Hanga
Azumi Takeda — Japanese Contemporary Mokuhanga artist

Azumi Takeda

武田 あずみ

1986

Japan

Biography

Azumi Takeda (born 1986, Shizuoka Prefecture) is a Japanese printmaker who works almost exclusively in etching and aquatint, with a sustained focus on the small comedies and quiet melancholies of contemporary domestic life. Her prints depict figures crammed into apartment rooms, women filling repetitive weekly schedules, and household objects that read as oddly conscious — a body of work that reframes the Japanese postwar interest in modern interior space through a deadpan, slightly absurd narrative sensibility.

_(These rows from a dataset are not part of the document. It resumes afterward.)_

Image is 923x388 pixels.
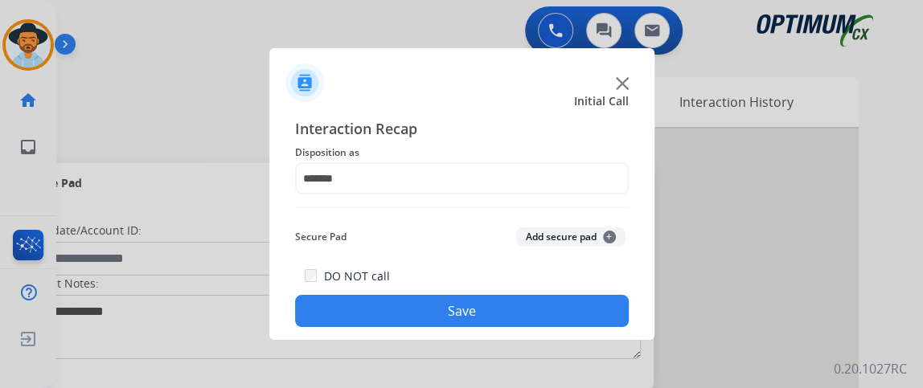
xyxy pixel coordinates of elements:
[323,268,389,284] label: DO NOT call
[295,227,346,247] span: Secure Pad
[295,117,628,143] span: Interaction Recap
[603,231,616,243] span: +
[516,227,625,247] button: Add secure pad+
[574,93,628,109] span: Initial Call
[295,295,628,327] button: Save
[295,207,628,208] img: contact-recap-line.svg
[295,143,628,162] span: Disposition as
[833,359,906,378] p: 0.20.1027RC
[285,63,324,102] img: contactIcon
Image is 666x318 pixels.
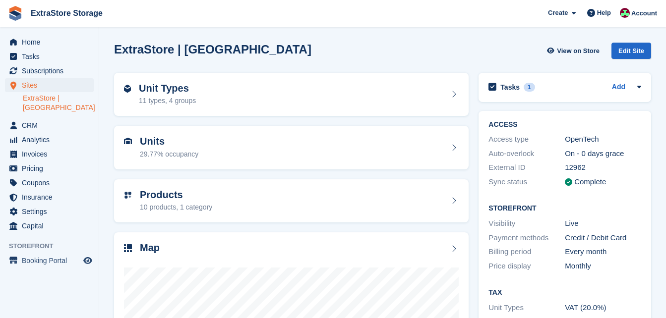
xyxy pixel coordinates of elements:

Takeda received both her B.A. and M.A. from Kyoto University, where she trained in printmaking. Since completing her studies she has remained based in Japan, working primarily through etching plates with aquatint resists for tonal modeling — a technique that produces the soft grey midranges and crisp linework that distinguish her sheets from the more graphic Japanese serigraph and lithograph traditions of her generation. Her practice has developed across several themed series rather than as a stream of standalone images.

The Small Shady Rooms series (begun 2009) is set in numbered apartment units — Room 205, Room 301, Room 303 — and treats each unit as the site of a tiny, slightly conspiratorial event: three brothers leaving nothing for the narrator, a roommate telling an absolutely undetectable lie, a silent supper even the dog won't touch. The titles do most of the heavy narrative lifting; the prints themselves stage figures and a few objects in deliberately compressed rectangular interiors. The companion series Troublesome Stories (begun 2010) extends the same humour to a cast of cleaning husbands, peeping waiters, and other minor domestic farce. A Lady's Tedious Days (begun 2011) maps the seven days of the week — Friday, Saturday, Sunday — onto a single woman's weekly micro-routine.

In 2015 Takeda began producing larger horizontal compositions including The 365 Days of Each Person and Theme Running through 365 Days, panoramas of repeated everyday gesture in which dozens of small interior scenes accumulate across a single sheet. In 2016 she completed a Tarot series — XI Justice, XIII Death, XXI The World — a set of small vertical etchings that reinterprets traditional tarot iconography through her domestic-comic visual register. Other recent prints, including Piggyback (2017) and Sleepy Time (2017), continue the small-figure, soft-grey vocabulary in standalone compositions.

Her prints are typically issued in editions of fifteen, signed and numbered, with image areas in the 6 × 6" to 11 × 20" range and consistently larger sheet margins. The intaglio plates produce a tactile printed surface that has made the work attractive to U.S. and European collectors of contemporary Japanese intaglio. She is represented in the United States primarily by Davidson Galleries / Gallery No.85 in Seattle, which carries her catalogue across multiple series; her work is also held by the Allen Memorial Art Museum at Oberlin College and circulates through Artsy and the secondary auction market tracked by MutualArt.

Within the contemporary Japanese print scene Takeda is one of the more visible younger intaglio artists working in a narrative-figural register. The combination of her humour, her commitment to a single technical channel (etching + aquatint), and the way her serial titles act as captions to small everyday domestic events has given her a recognizable voice that is closer in spirit to graphic-novel illustration than to the lyrical landscape mode of her senior contemporaries.

Key Facts

Active Period
1986
Nationality
🇯🇵Japan
Subjects
Interiors
Works Indexed
17

Frequently Asked Questions

Azumi Takeda (born 1986, Shizuoka Prefecture) is a Japanese printmaker who works almost exclusively in etching and aquatint, with a sustained focus on the small comedies and quiet melancholies of contemporary domestic life. Her prints depict figures crammed into apartment rooms, women filling repetitive weekly schedules, and household objects that read as oddly conscious — a body of work that reframes the Japanese postwar interest in modern interior space through a deadpan, slightly absurd narrative sensibility.

Azumi Takeda was active born in 1986. They were associated with the Contemporary Mokuhanga movement.

Azumi Takeda's work was shaped by the Contemporary Mokuhanga tradition in Japanese woodblock printmaking. Contemporary Mokuhanga: Contemporary mokuhanga (literally "wood-block print") encompasses artists working from approximately 1970 to the present who continue or reinvent traditional Japanese woodblock printing techniques.

Azumi Takeda's prints frequently feature interiors.